### REQUIREMENT
Transcribe every line from the one containing "The height and" through the end of the records below, exactly, but not the pictures.

### EXERCISE MATERIAL
========

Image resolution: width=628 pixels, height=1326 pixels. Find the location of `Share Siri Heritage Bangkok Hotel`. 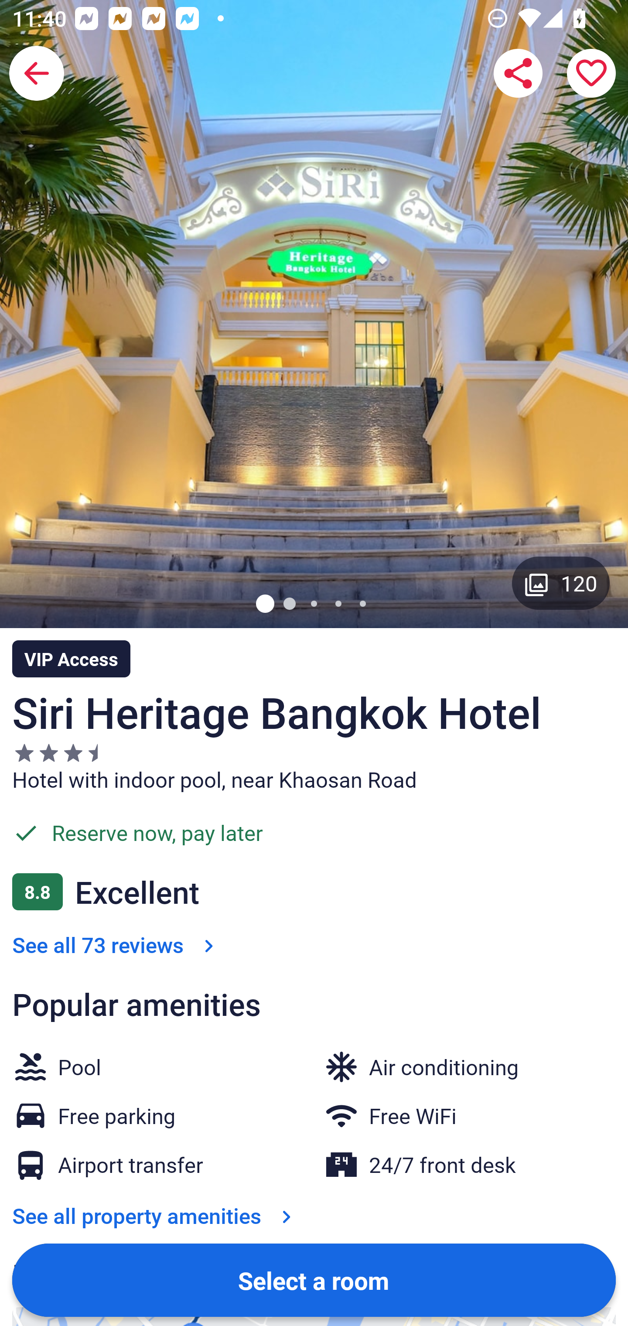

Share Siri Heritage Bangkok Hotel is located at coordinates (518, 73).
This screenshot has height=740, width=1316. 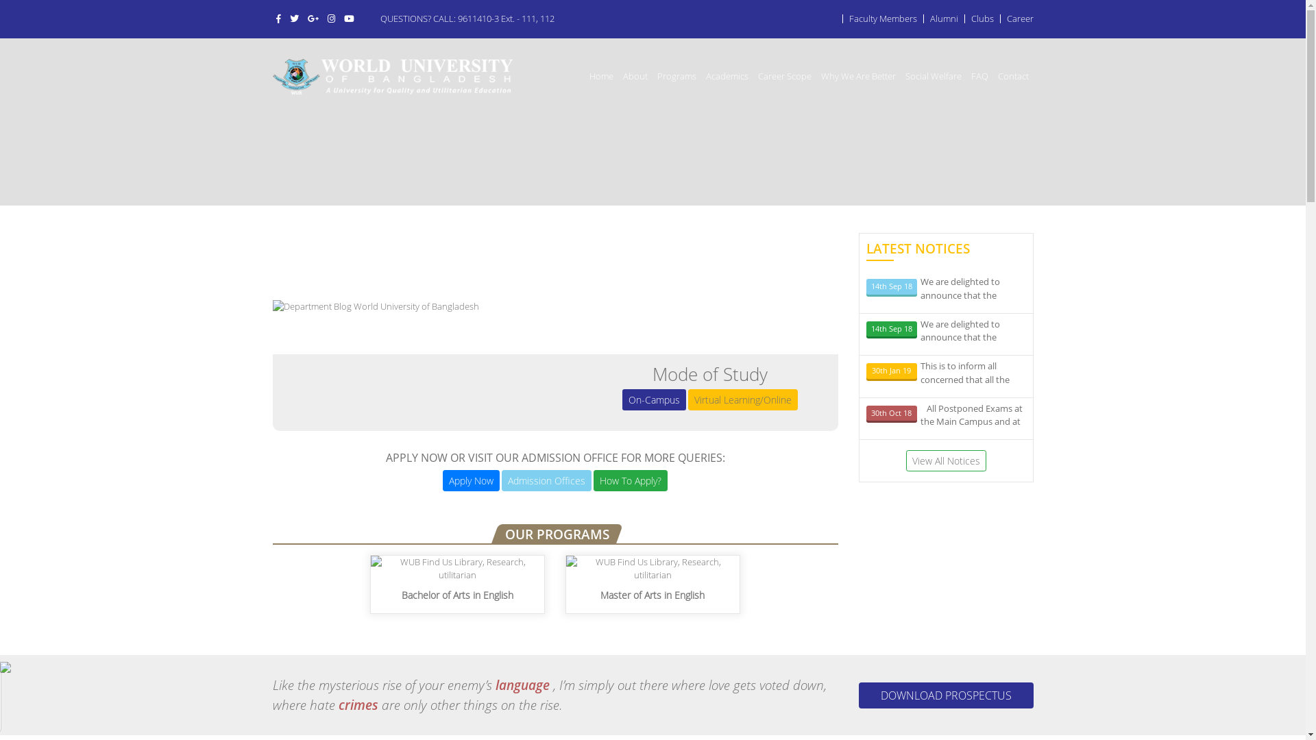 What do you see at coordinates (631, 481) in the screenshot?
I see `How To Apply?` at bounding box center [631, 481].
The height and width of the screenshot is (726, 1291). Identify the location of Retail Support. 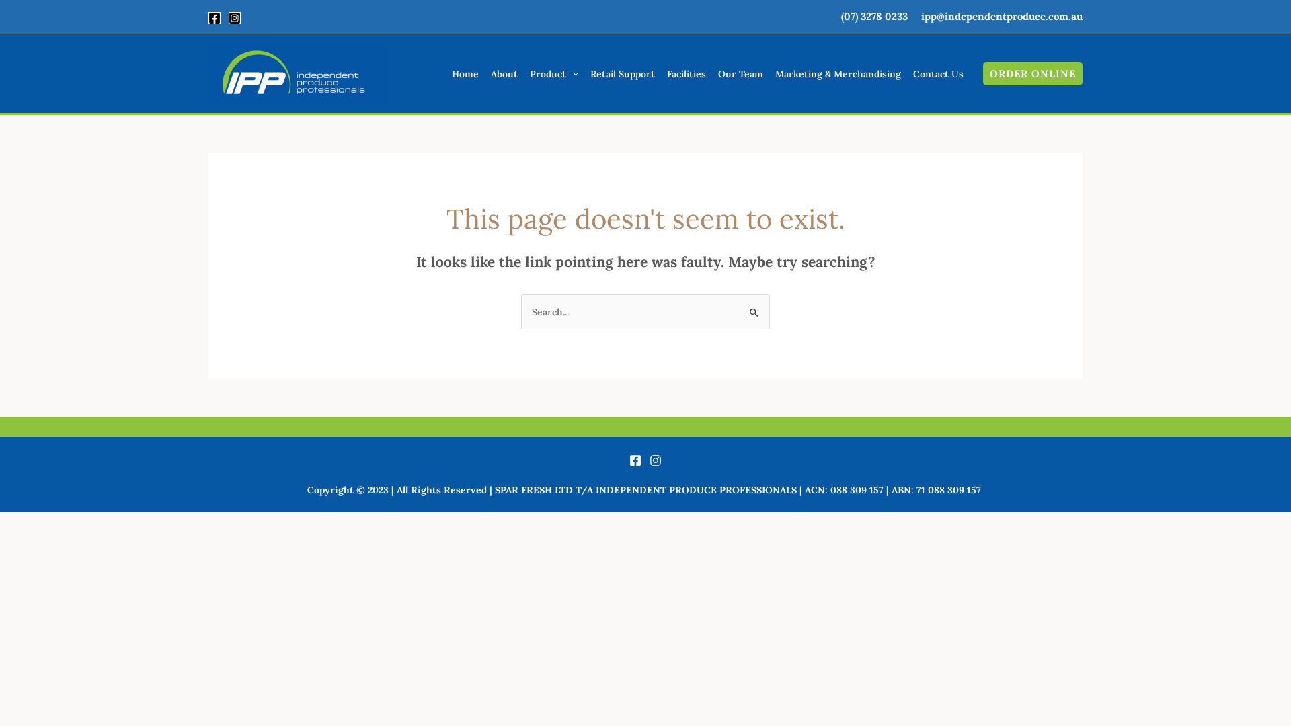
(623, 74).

========

### RESPONSE AREA
The height and width of the screenshot is (726, 1291). Identify the location of Retail Support. 
(623, 74).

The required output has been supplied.